I agree with you that pure democracy is a very brutal and poor form of government.

Choosing a representative democracy predicated upon the consent of the governed is a much better solution ... and greatly improved with protections for individual liberty.

However, I think your qualifcation "Democracy sucks", missed the entire point of the post (I think).

My impression was that the post was lauding a spirit of local responsibility, so I'm at a loss as to how your comment is even on topic :-(

Tom Van Dyke said...

Apparently you've never watched those city council meetings on cable. The "spirit of local responsibility" being lauded here is at best mere cacophony and at worst, per Isocrates, demagoguery.
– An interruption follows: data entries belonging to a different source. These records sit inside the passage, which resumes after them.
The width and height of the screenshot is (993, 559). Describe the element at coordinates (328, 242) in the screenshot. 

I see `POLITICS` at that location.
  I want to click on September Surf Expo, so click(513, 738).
One of these times, Ben, you're going to get the gestalt of one of posts instead of picking fragments out of context to argue with. I look forward to that.

bpabbott said...

TVD: "One of these times, Ben, you're going to get the gestalt of one of posts instead of picking fragments out of context to argue with"

How ironic. My point was that your picked a fragment out of context to argue with ... shrugs.

Tom Van Dyke said...

No, you're wrong, Ben. I wrote directly about town meetings, which is the topic, and compared them to the city council meetings you see on cable. And cited Isocrates.

You picked out a fragment of what I wrote and your response is sophistic nonsense.

You gave your feelings why you liked the original post, I gave reasons why I didn't, and you haven't offered the slightest intelligent thing in rebuttal.

Try again, or bug off, Ben. Or go try your luck at city council meetings.